For a BMW N47 diesel chain service:
- Independent specialist: £1,800–2,800 including parts and labour
- BMW main dealer: £2,500–4,000+
- If left until the chain has caused secondary damage: substantially more, potentially a write-off on a car worth less than the repair
For a VW 1.4 TSI EA111 chain and tensioner:
- Independent specialist: €700–1,200
- If caught at the rattle stage rather than failure: parts and labour, no secondary damage
- If the chain has jumped timing and valves have contacted pistons: head rebuild required, adds €1,500–3,000 minimum
For BMW N20 chain service (if recall not completed):
- Similar range to the N47 given the same rear-mounted design
When is it a deal-breaker versus a negotiating point
This is the question that actually matters for a buying decision.
It's a negotiating point if: The rattle is audible but disappears quickly at cold start, the car is otherwise sound, and the asking price doesn't already reflect the cost of the repair. Ask for the repair cost to be deducted from the price, or use it as leverage to negotiate a discount that covers you to have the work done.
It's a deal-breaker if: The rattle persists beyond a few seconds at cold start, is audible at idle when warm, or if the seller has clearly been aware of it and priced the car as though it isn't there. An engine that has been running with a worn chain for a long time may have guide rail damage that isn't audible but adds substantially to the repair cost.
Always check: Whether the specific car's recall has been completed (BMW N20 specifically). Whether a chain service is documented in the service history. On rear-mounted chain engines particularly — if there's no documentation of this work and the car is at the mileage where it commonly occurs, budget for it before you negotiate on price.
Frequently asked questions
Can I drive a car with timing chain rattle?
For a short period, if the rattle disappears quickly at cold start, it's not going to fail immediately. But it's a problem that will get worse, not better, and once the chain jumps timing the damage can be catastrophic. Don't delay the repair once you've confirmed it.
Will an oil change fix a timing chain rattle?
Sometimes, very fresh oil with slightly higher viscosity can temporarily reduce the rattle if the tensioner is borderline.
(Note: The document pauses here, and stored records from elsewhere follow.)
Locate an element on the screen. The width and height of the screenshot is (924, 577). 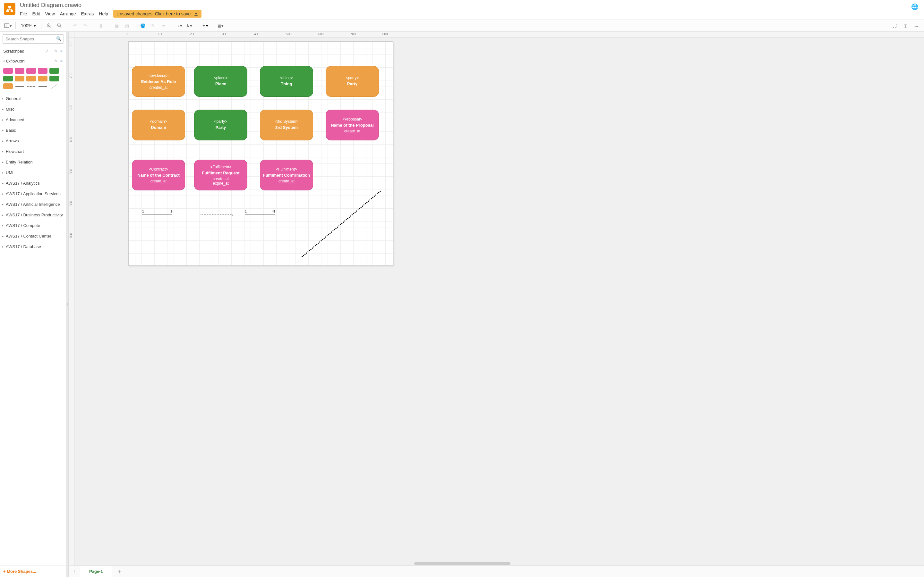
library-label: 8xflow.xml is located at coordinates (16, 61).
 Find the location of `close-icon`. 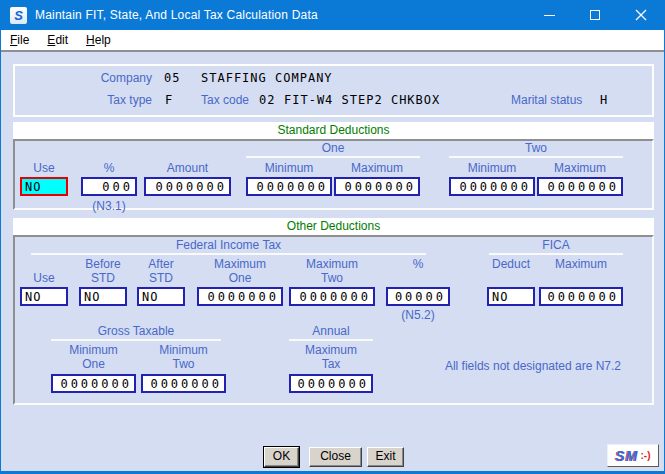

close-icon is located at coordinates (641, 15).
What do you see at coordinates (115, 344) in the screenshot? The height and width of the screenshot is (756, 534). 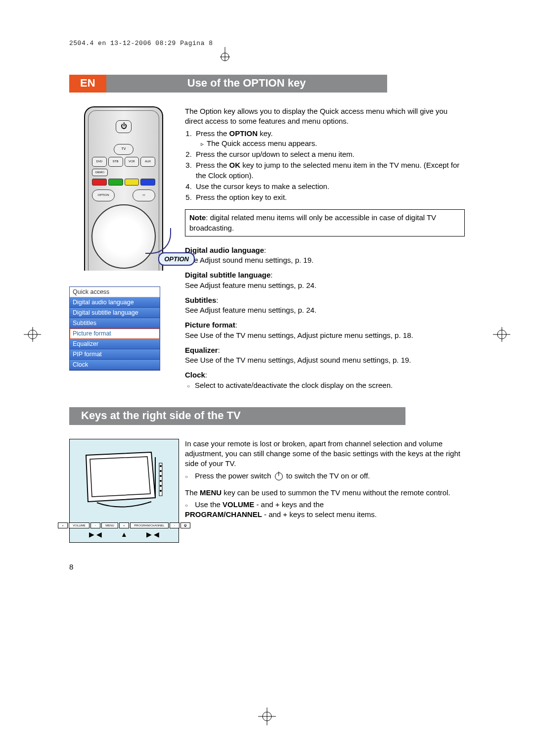 I see `qa-item: Equalizer` at bounding box center [115, 344].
This doesn't fix the underlying wear — it's at best a delay, at worst a way to mask the issue before a sale.
How do I know if the timing chain has already jumped?
Symptoms of jumped timing include rough running at idle, loss of power, misfires, and the engine management light. If the chain has jumped enough to cause piston-valve contact, the car often won't start or will run very roughly and knock loudly. At that point you're looking at a major engine repair rather than a preventive chain service.